A correspondent writes: "Heartbreaking to read lines like this, from someone who btw is not a radical Traditionalist, but an observant, well-versed, clear thinking adult and Mass-going lay Catholic."
He's talking about Ross Douthat's recent article, "Why I Am A Catholic" (New York Times, October 28, 2014), in which the Catholic convert author writes, among other things:
Maybe I have misjudged my own church’s continuity and integrity, and it’s time for me to grow out of those misjudgments, and for Catholicism as a whole to learn the same lessons at experience’s hard school. But I make no apology for resisting, so long as resistance remains viable, developments that would make the reasons I became a Catholic in the first place look less like reasons, and more like wistful hopes.The correspondent then comments:
And hard to read lines like those and not facetiously think, "Gee, Holy Father, thank you for such a faithful witness and such effective New Evangelization." If clarity is the need of the hour, than a failure of clarity IS a failure of duty. I think it is that plain. Fr. Barron may think we "all" need to go back and re-read Newman. But I think what is more true is that our leaders need to go back and read their Catechism. We are not at a crisis of interpretation or application, not when the media reads the signs as they do and the media is the voice everyone hears. We are at a crisis of truth. How are people supposed to believe, and how are people supposed to live? Comes answer seems to be "wait 12 month and then we'll take a vote"![Hat tip to Anon.]

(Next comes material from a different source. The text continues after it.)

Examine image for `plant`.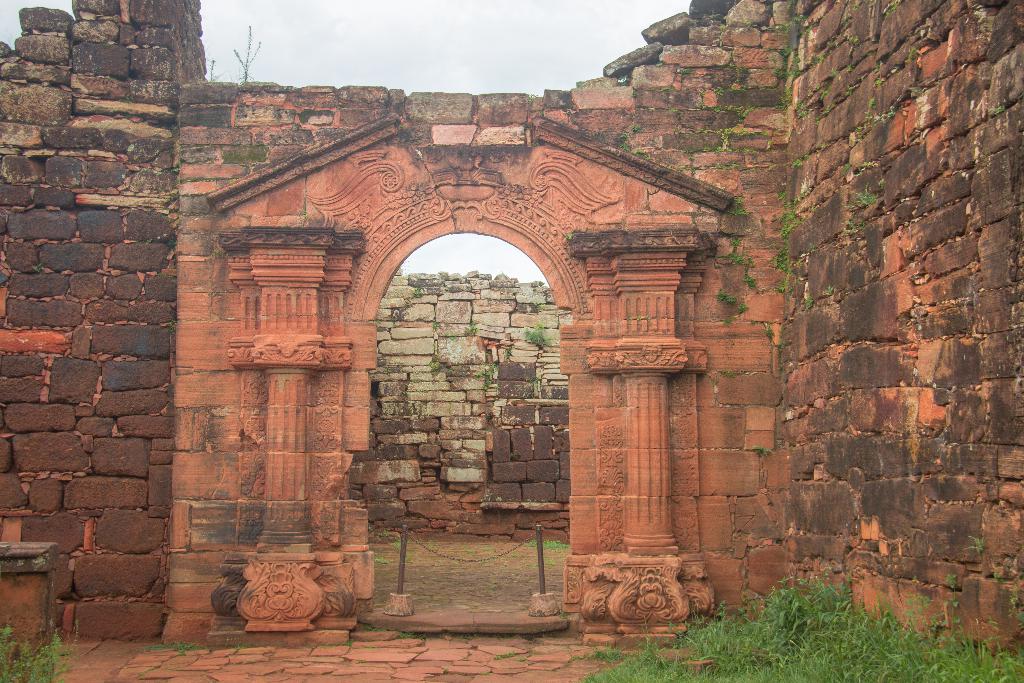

This sounds bitter, I know, but it is more accurately described as fatigued disillusionment. As Douthat sort of says, you can only insist for so long that people venerate you as sacred head of a divine institution if you suimultaneously go about questioning tradition, bucking ceremony, and chiding them for clinging to things like "certainty" and "faithfulnes." At a certain point, you run the risk of asphyxiating the very life force that sustains your office. More Catholic than the Pope? Ha ha. But seriously, I've come to the gradual conclusion that anyone nowadays who uses that line as an ad hominem is either knave or poorly-schooled pundit.
5 comments:
If one is not more Catholic than Our Pope and Our Cross one is a material heretic.
Yes "More Catholic Than the Pope" these days simply means "believing Catholic"

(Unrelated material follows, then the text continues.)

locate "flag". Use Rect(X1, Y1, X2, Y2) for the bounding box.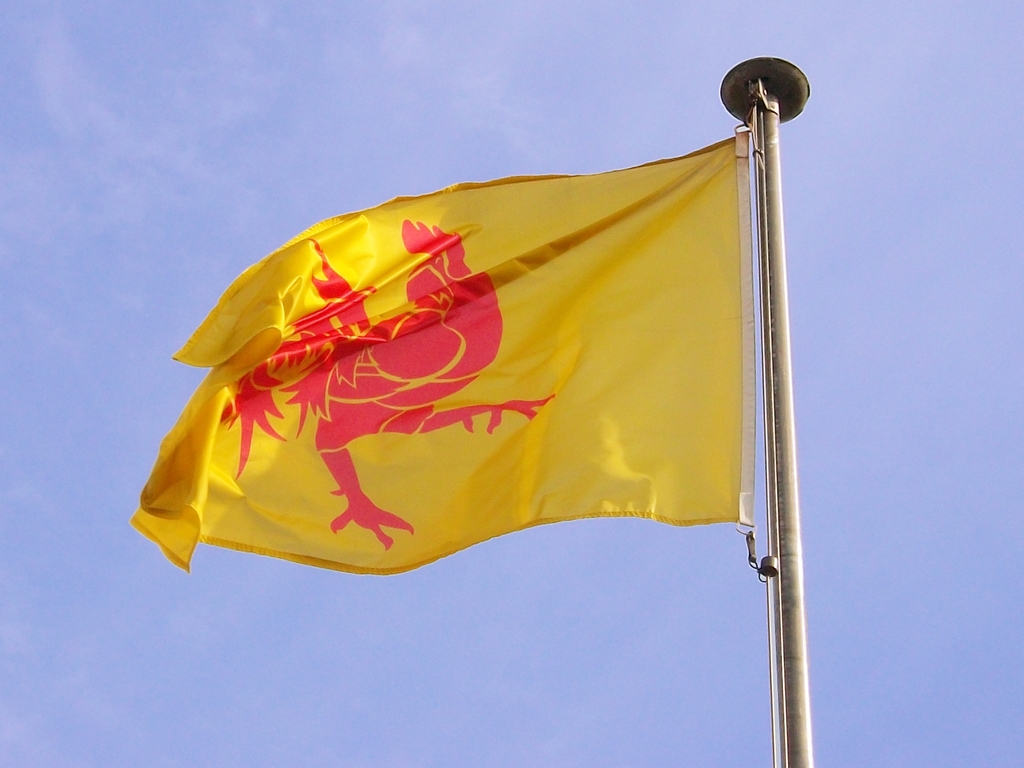
Rect(161, 65, 795, 612).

"...But I make no apology for resisting, so long as resistance remains viable..."
"resistance remains viable." What does that mean?
Let me reflect on that if I may.
Is that the lesson of the holy martyrs and St Lawrence or St Thomas More? I'll only resist error until everyone has gone along and then I can go along?
May God save us.
"...so long as resistance remains viable..."

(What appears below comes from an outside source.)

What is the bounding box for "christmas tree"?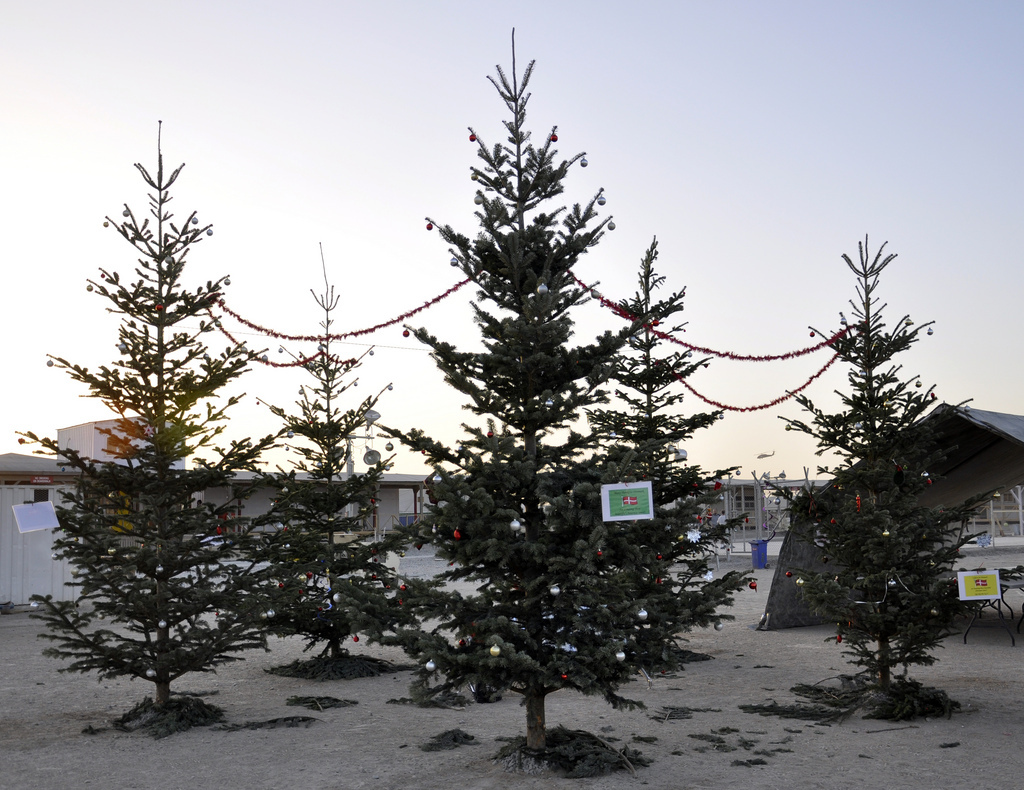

Could mean, "I'll support the Pope and the Church, unless and until the Pope proves the Catholic claims false by teaching falsehood." That's the feel I get. "I am Catholic. I want to be Catholic. As long as you allow the Church to remain a tenable option." Seems inconceivable, but then so does Francis by all previous measures.
4 out of 5 doctors, it now appears. Further debilitating commentary that's hard to dispute.